TMS denied for missing prior authorization by Cigna?
If the original prescription wasn't run through prior auth, the path is to submit a PA now with a medical-necessity letter — many plans then back-date approval to the date of service.
US health-plan appeal rights
Cite: Most US health plans have appeal rights under either the ACA, ERISA, or Medicare/Medicaid rules
Most US health plans are required by federal law to give you both an internal appeal (where the insurer reconsiders) and an external review (where an independent reviewer decides). The exact timelines and processes depend on what kind of plan you have — marketplace / employer group, self-funded, Medicare Advantage, or Medicaid MCO — but in every case there's a window after the denial during which you have the right to fight it.
What Cigna typically requires
Cigna's specific coverage criteria for tms are defined in its own published medical/coverage policy and the FDA-approved prescribing label. A successful appeal documents that your medical records satisfy each criterion those sources list — confirmed diagnosis, any required prior treatments (with dates and outcomes), and clinical severity. If the exact criteria weren't included with your denial, request them in writing; your appeal then maps each requirement to the matching fact in your chart.
The Cigna angle on TMS
## Why Cigna Requires Prior Authorization for TMS
Cigna requires prior authorization for TMS because it is classified as a specialized procedure with specific clinical criteria that must be met before coverage is approved. A denial under this reason code typically means either that prior authorization was not obtained before treatment began, or that a prior authorization request was submitted and denied because the documentation did not satisfy Cigna's coverage criteria. If treatment began without authorization, you may still appeal — particularly if the denial causes a retrospective claim to be rejected — but the documentation burden is higher.
## Your Appeal Rights
Under ACA §2719, if you have a non-grandfathered plan, and under ERISA §503 for employer-sponsored plans, you have the right to a full internal appeal. If the internal appeal is denied, you have the right to independent external review by an accredited reviewer outside Cigna. The external review window is typically approximately 180 days from the denial. If the situation is clinically urgent, you may request expedited review. For prospective (prior to treatment) denials, Cigna is required to process urgent prior authorization requests on an expedited timeline.
## What to Gather
- Cigna's coverage criteria document: Request the specific TMS prior authorization criteria and coverage policy from Cigna. Build your appeal around their exact language.
- Prescriber's clinical documentation: A detailed letter from your psychiatrist or treating clinician that addresses every criterion in Cigna's PA requirements point by point.

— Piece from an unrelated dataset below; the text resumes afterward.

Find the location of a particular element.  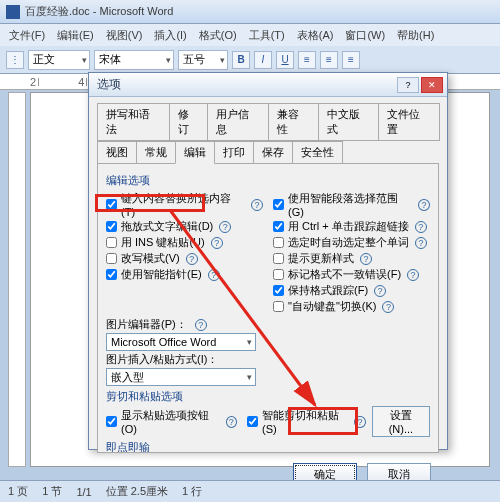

- Prior treatment history: Documented records of prior antidepressant trials — medication names, doses, duration, and outcomes — sufficient to establish treatment history consistent with Cigna's criteria.
- Diagnosis and severity documentation: Chart notes, validated assessment scores on file, and any functional-impairment documentation.
- Peer-to-peer request: If authorization was denied after submission, ask your prescriber to request a peer-to-peer call with Cigna's medical reviewer before the formal appeal — this often resolves PA denials without a full appeal.
## Criteria-Mapping Structure
For each item in Cigna's prior authorization criteria, provide the matching chart fact:
| Cigna PA Requirement | Supporting Documentation | |---|---| | Qualifying diagnosis | [Chart diagnosis date and clinician] | | Prior medication trials | [Each trial: name, dates, outcome] | | Severity threshold per chart | [Assessment scores on file, clinician severity statement] | | Absence of contraindications | [Prescriber attestation] |
A prior-auth denial is often a documentation problem, not a coverage exclusion. Addressing each criterion specifically and completely is the most direct path to reversal.
Next steps
- Find the date on the denial letter — your appeal window starts there.
- Read your plan's Summary of Benefits and Coverage (SBC) for the specific deadlines.
- Request the insurer's claim file in writing — they must provide it.
- Submit your appeal in writing with new clinical evidence and a physician statement.